IWPC's namesake distinction of information from knowledge is an important precedent for including "information work" beyond "knowledge work", signalling the belief that really meaningful talk about productivity requires an expanded field of terms. But a more fundamentally important observation to make is that "processing" is work, and that knowledge workers are process managers.

The key question is, what processes do knowledge workers characteristically manage? What's necessary here is to answer the question the right way, assessing the activity being conducted instead of the department (e.g., marketing or finance) commissioning the work. And this activity can be assessed in terms of knowledge, without the expansion into "information work", as follows.

This next short list highlights the distinction that is most relevant to the business issue of knowledge work productivity. These processes have outputs, and the business challenge is first to understand the significance of the outputs and second to understand the practical options for optimizing the generative processes:

(1) Strategics: a term coined here as a placeholder, this is mainly the interpretation of projected conditions with the goal of modeling their relationship to objectives.

(2) Heuristics: this is the use of a hypothesis as an instrument of iterative examination.

(3) Diagnostics: this creates and applies systems of identification and classification to distinguish the constituent elements of conditions and entities.

(4) Forensics: this discovers and determines items as relevant elements of a proposition that is a candidate "fact".

Then, the important consideration is the matter of how those activities are proceduralized, such that their respective underlying methodologies become portable to other workers. Logically, this is one of the responsibilities of the individual knowledge worker: initially adapting the activity's methodology to the real environment for operations. This adaptation is the basis of the activity's effectiveness. But the adaptation can also be assisted and formalized, to increase the efficiency of applying the methodology by the given worker. Any external assistance can be considered an "input" to the management of the processes.

Here, another distinguishing point emerges regarding direct measurement of knowledge work's productivity. The person identified as a "knowledge worker" could be evaluated as a "resource cost" -- but that type of evaluation is likely arbitrary without comparative benchmarks that describe the same activities and assists applied to substantially similar circumstances.

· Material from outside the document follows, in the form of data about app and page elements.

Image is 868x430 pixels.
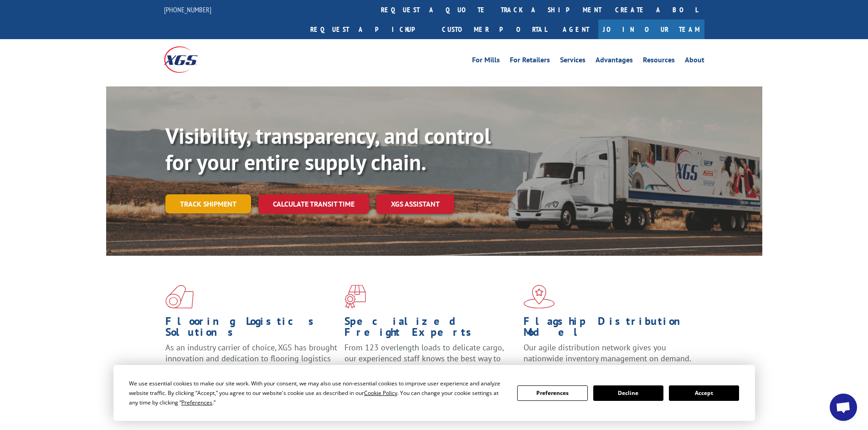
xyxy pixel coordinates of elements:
img: xgs-icon-focused-on-flooring-red [345,285,366,309]
a: Services [560,57,585,67]
span: Our agile distribution network gives you nationwide inventory management on demand. [523,343,691,364]
div: Open chat [830,394,857,422]
a: Agent [554,19,598,39]
button: Decline [593,386,663,401]
a: Calculate transit time [258,195,369,214]
b: Visibility, transparency, and control for your entire supply chain. [165,122,490,176]
h1: Flagship Distribution Model [523,316,695,343]
a: For Retailers [510,57,550,67]
a: Join Our Team [598,19,705,39]
a: For Mills [472,57,500,67]
span: Cookie Policy [364,389,397,397]
a: XGS ASSISTANT [376,195,454,214]
div: Cookie Consent Prompt [113,365,755,422]
a: Track shipment [165,195,251,213]
a: Advantages [595,57,633,67]
div: We use essential cookies to make our site work. With your consent, we may also use non-essential ... [129,379,506,407]
h1: Specialized Freight Experts [345,316,517,343]
a: Customer Portal [435,19,554,39]
a: Request a pickup [303,19,435,39]
button: Preferences [517,386,587,401]
a: Resources [643,57,675,67]
img: xgs-icon-flagship-distribution-model-red [523,285,555,309]
h1: Flooring Logistics Solutions [165,316,338,343]
span: As an industry carrier of choice, XGS has brought innovation and dedication to flooring logistics... [165,343,337,375]
img: xgs-icon-total-supply-chain-intelligence-red [165,285,194,309]
button: Accept [669,386,739,401]
p: From 123 overlength loads to delicate cargo, our experienced staff knows the best way to move you... [345,343,517,383]
span: Preferences [181,399,213,406]
a: [PHONE_NUMBER] [164,5,212,14]
a: About [685,57,705,67]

In effect, the "resource cost" view presents the "knowledge worker" as a kind of function, for which availability and quality are actually the key measurable characteristics. But in that case the productivity issue derives from the management of the worker, not from the worker's own effort. We still want to understand the worker's effort itself.

3.

What really matters to business improvement is the impacts of the knowledge processes. For example, there are two basic categories of significance holding four types of results that should be treated as target business outcomes of the knowledge work:
- (impacts related to liabilities) risk mitigation and lower opportunity cost
- (impacts related to benefit) quality certification and innovation

As the source of these impacts, the knowledge processes managed by the worker thus protect and expand the business's measurable ability to affordably create and capitalize on opportunity. This means that, when successful, they produce a new "resource" of greater value than the business's ingoing investment in acquiring, deploying and maintaining the knowledge worker as a resource. That defacto statement of ROI addresses the motivation behind executive attention to the improvement of knowledge work.